Security has been beefed up around polling booths across the country, with around 108,000 members of the armed forces deployed — the largest number deployed in Bangladesh’s electoral history.

WATCH | Clash of Bangladeshi protesters and counter-protesters (2024):

Bangladeshi protesters and counter-protesters clash in the streets

Armed activists of Bangladesh’s ruling Awami League, along with its student wing, took to the streets across the country on Tuesday to confront protesters demanding an end to the government job quota system.

There will be enormous pressure on the winning party to deliver results quickly.
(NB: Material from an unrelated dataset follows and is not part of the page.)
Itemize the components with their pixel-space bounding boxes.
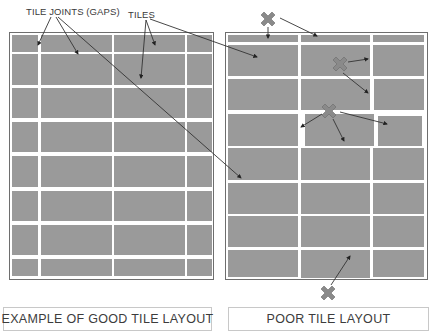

“Perhaps within six months, the government will have to show some tangible results to the citizens, especially the young generation,” Haque said, stressing that the electorate does not have enough patience.

Geopolitical effects

Another reason to watch the Bangladesh election closely is the effect the results could have on geopolitics and regional alliances.

Ties between neighboring India and Bangladesh are “at their lowest level” in years, according to Haque, while relations with China are friendlier than ever.
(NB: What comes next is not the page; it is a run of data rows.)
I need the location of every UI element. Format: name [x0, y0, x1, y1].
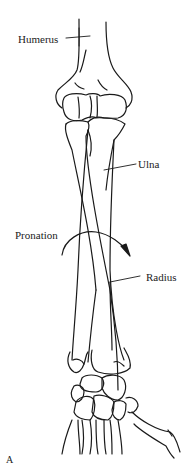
- radius-bone: [72, 130, 124, 362]
- ulna-label: Ulna: [138, 159, 159, 170]
- ulna-bone: [65, 117, 125, 390]
- carpal-bones: [71, 375, 138, 420]
- pronation-arrow: [62, 232, 130, 256]
- radius-leader-line: [110, 276, 140, 282]
- humerus-leader-line: [66, 36, 90, 38]
- radius-label: Radius: [146, 272, 177, 283]
- panel-label: A: [6, 455, 13, 465]
- humerus-label: Humerus: [18, 34, 58, 45]
- humerus-bone: [56, 19, 132, 121]
- pronation-label: Pronation: [15, 230, 58, 241]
India and Bangladesh accuse each other of destabilizing relations. New Delhi has repeatedly expressed concern over a rise in attacks on Bangladesh’s Hindu minority and is generally wary of the possibility of an Islamist party coming to power.

The man in the glasses.
Tawfique Haque, a political science professor at North South University in Dhaka, says this week’s election in Bangladesh will have repercussions beyond its borders. For example, he said that neighboring India is unlikely to look too favorably on a Jamaat-e-Islami party victory. (Salimah Shivid/CBC)

Meanwhile, authorities in Indian states led by the Hindu nationalist BJP along the border have cracked down on Bengali-speaking Muslims accused of being illegal immigrants.

“If Jamaat wins, I don’t know what will happen, because India is still probably not ready to accept a Jamaat-led government,” Haque said, pointing to current tensions between the two countries over religious minorities.

Anti-India sentiment in Bangladesh is at an all-time high, with deep resentment at the fact that New Delhi has sheltered Hasina and ignored repeated demands for her extradition.

A demolished house.
Protesters demolished the site of Sheikh Hasina’s family home in early 2025, after anger grew over the ousted leader’s social media speeches while in exile in India. (Salimah Shivid/CBC)

Late last year, Bangladesh’s war crimes tribunal sentenced the ousted leader to death for crimes against humanity related to violence against protesters as her regime fell.

Hasina has denied wrongdoing and called the trial in which she was convicted a “farce”, while also continuing to mobilize supporters from exile and plot her return.

‘Why didn’t I stop him?’

For those still grieving family members of those killed in the protests, the current election campaign is emotionally draining.

Zartaj Parveen wakes up every morning in disbelief that her eldest son is gone.

Shafiquddin Ahmed Ahnaf was just 17 when he was shot in the chest by security forces at the height of the protests he insisted on joining.

“Why didn’t I stop him?” Parveen asked herself, her voice bursting with emotion, in an interview with CBC News. – He had his whole life ahead of him.

A woman in a scarf.
Zartaj Parveen wakes up every morning in disbelief that her eldest son is gone. Shafiquddin Ahmed Ahnaf was only 17 when security forces shot him in the chest at the height of the 2024 protests. (Salimah Shivid/CBC)

“These kids gave their lives, gave their blood, and it seems like it meant nothing,” she said.

Parveen called the 18-month interim government led by Mohammad Yunus a “failed government” and said she had little hope that any of the frontrunners in the current election would work to ensure those responsible for the protest deaths were brought to justice.

She believes her son would want “fair and beautiful elections” and constantly worries about how her younger son, Iftekhar Ahmed Arvin, is handling it.

He is not yet 14, and he idolizes his older brother.

Arvin “doesn’t like any political party now. Since his brother was killed, he thinks whoever comes will be the same old.”